»
 

Go Back   ResellerRatings Store Ratings > ResellerRatings Forums > Tech Support

Reply
 
LinkBack Thread Tools Display Modes
Old 01-17-2004, 05:48 PM   #1 (permalink)
Registered User
 
squeech's Avatar
 
Join Date: May 2002
Location: Rocky Mountain High
Posts: 522
squeech is on a distinguished road
64-bit recommendations

Greetings all,

I am building a system for a customer that at the moment has some very rough specs:

Dual Opteron (Probably model 244~246)
~2GB RAM
2~3 Serial ATA hard drives
Possible DVD+-R for backup purposes

And we want to load one of the 64-bit linux distros on there, but I'm having difficulty finding some solid info to compare them all. I know redhat has one, suse also. I believe gentoo has an experimental version for free.

What's the best/easiest for a dual cpu system? Any pros/cons between them??


Thanks in advance

__________________
Talking in numbers doesn't make you smarter.
squeech is offline   Reply With Quote
Old 01-18-2004, 07:14 AM   #2 (permalink)
Registered User
 
nukes's Avatar
 
Join Date: Oct 2002
Location: Scotland, UK
Posts: 2,946
nukes is on a distinguished road
Send a message via AIM to nukes Send a message via Yahoo to nukes
I'd say Gentoo. Its all compiled from source and ALL the software availiable in it will be 64 bit capable.
Gentoo is always 'experimental' the same as debian unstable. Its because they're in active deveopment. I beleive Gentoo was one of the first to support opteron as it simply required editing one or two files to pass different CFLAGS and CHOST to gcc.
Also, with dual opteron, you shouldn't have to worry too much about compile times, it should go like a streamlined butterfly.
The downside to gentoo (for some people) is that you have to set a few things up manually if you want them. Such as X, servers etc. There's no GUI tools provided. If that's a problem you could use something like webmin.
RH and suse would probably do a good enough job, but with Gentoo you know its going to go.
__________________
_____
NuKeS
nukes is offline   Reply With Quote
Old 01-19-2004, 11:06 AM   #3 (permalink)
Registered User
 
samwichse's Avatar
 
Join Date: Oct 2001
Location: Sewanee, TN
Posts: 2,897
samwichse is on a distinguished road
I'd say you might want to look at 64-bit releases of SuSe (you can FTP-install it I believe) and Fedora. As far as I know, Mandrake hasn't released an AMD64 distro.

Fedora Core 1 (test 1) can be downloaded here:
ftp://download.fedora.redhat.com/pub...96/x86_64/iso/

Note according to their website they've marked it as a test release because they are testing hardware compatibility, not because of stability/bug concerns.

Sam
samwichse is offline   Reply With Quote
Reply




Currently Active Users Viewing This Thread: 1 (0 members and 1 guests)
 
Thread Tools
Display Modes

Posting Rules
You may not post new threads
You may not post replies
You may not post attachments
You may not edit your posts

BB code is On
Smilies are On
[IMG] code is On
HTML code is Off
Trackbacks are On
Pingbacks are On
Refbacks are On


Most Active Discussions

Recent Discussions

All times are GMT -6. The time now is 07:29 AM.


Output each record below exactly, leaving any picture out of the copy.

__Record excerpts__
# # #

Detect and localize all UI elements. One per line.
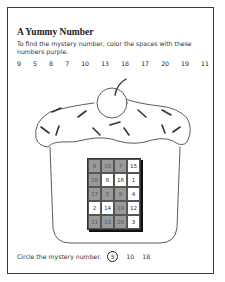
grid-cell[interactable]: 5 — [101, 187, 114, 201]
answer-option[interactable]: 10 — [126, 253, 134, 260]
grid-cell[interactable]: 15 — [127, 159, 140, 173]
grid-cell[interactable]: 8 — [88, 159, 101, 173]
grid-cell[interactable]: 7 — [114, 159, 127, 173]
grid-cell[interactable]: 13 — [101, 215, 114, 229]
grid-cell[interactable]: 6 — [101, 173, 114, 187]
grid-cell[interactable]: 20 — [114, 215, 127, 229]
grid-cell[interactable]: 9 — [114, 187, 127, 201]
grid-cell[interactable]: 14 — [101, 201, 114, 215]
grid-cell[interactable]: 3 — [127, 215, 140, 229]
grid-cell[interactable]: 2 — [88, 201, 101, 215]
cherry — [97, 88, 127, 118]
cupcake-illustration — [0, 0, 225, 282]
grid-cell[interactable]: 10 — [101, 159, 114, 173]
grid-cell[interactable]: 1 — [127, 173, 140, 187]
answer-prompt: Circle the mystery number. — [17, 253, 101, 260]
grid-cell[interactable]: 12 — [127, 201, 140, 215]
answer-option[interactable]: 18 — [142, 253, 150, 260]
grid-cell[interactable]: 4 — [127, 187, 140, 201]
grid-cell[interactable]: 16 — [114, 173, 127, 187]
grid-cell[interactable]: 19 — [114, 201, 127, 215]
grid-cell[interactable]: 11 — [88, 215, 101, 229]
grid-cell[interactable]: 18 — [88, 173, 101, 187]
answer-option-circled[interactable]: 5 — [107, 251, 118, 262]
grid-cell[interactable]: 17 — [88, 187, 101, 201]
number-grid: 8107151861611759421419121113203 — [87, 158, 141, 230]
answer-row: Circle the mystery number. 5 10 18 — [17, 251, 150, 262]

# # #

__Task solution__
Detect and localize all UI elements. One per line.
grid-cell[interactable]: 5 — [101, 187, 114, 201]
answer-option[interactable]: 10 — [126, 253, 134, 260]
grid-cell[interactable]: 15 — [127, 159, 140, 173]
grid-cell[interactable]: 8 — [88, 159, 101, 173]
grid-cell[interactable]: 7 — [114, 159, 127, 173]
grid-cell[interactable]: 13 — [101, 215, 114, 229]
grid-cell[interactable]: 6 — [101, 173, 114, 187]
grid-cell[interactable]: 20 — [114, 215, 127, 229]
grid-cell[interactable]: 9 — [114, 187, 127, 201]
grid-cell[interactable]: 14 — [101, 201, 114, 215]
grid-cell[interactable]: 3 — [127, 215, 140, 229]
grid-cell[interactable]: 2 — [88, 201, 101, 215]
cherry — [97, 88, 127, 118]
cupcake-illustration — [0, 0, 225, 282]
grid-cell[interactable]: 10 — [101, 159, 114, 173]
grid-cell[interactable]: 1 — [127, 173, 140, 187]
answer-prompt: Circle the mystery number. — [17, 253, 101, 260]
grid-cell[interactable]: 12 — [127, 201, 140, 215]
answer-option[interactable]: 18 — [142, 253, 150, 260]
grid-cell[interactable]: 4 — [127, 187, 140, 201]
grid-cell[interactable]: 16 — [114, 173, 127, 187]
grid-cell[interactable]: 19 — [114, 201, 127, 215]
grid-cell[interactable]: 11 — [88, 215, 101, 229]
grid-cell[interactable]: 18 — [88, 173, 101, 187]
answer-option-circled[interactable]: 5 — [107, 251, 118, 262]
grid-cell[interactable]: 17 — [88, 187, 101, 201]
number-grid: 8107151861611759421419121113203 — [87, 158, 141, 230]
answer-row: Circle the mystery number. 5 10 18 — [17, 251, 150, 262]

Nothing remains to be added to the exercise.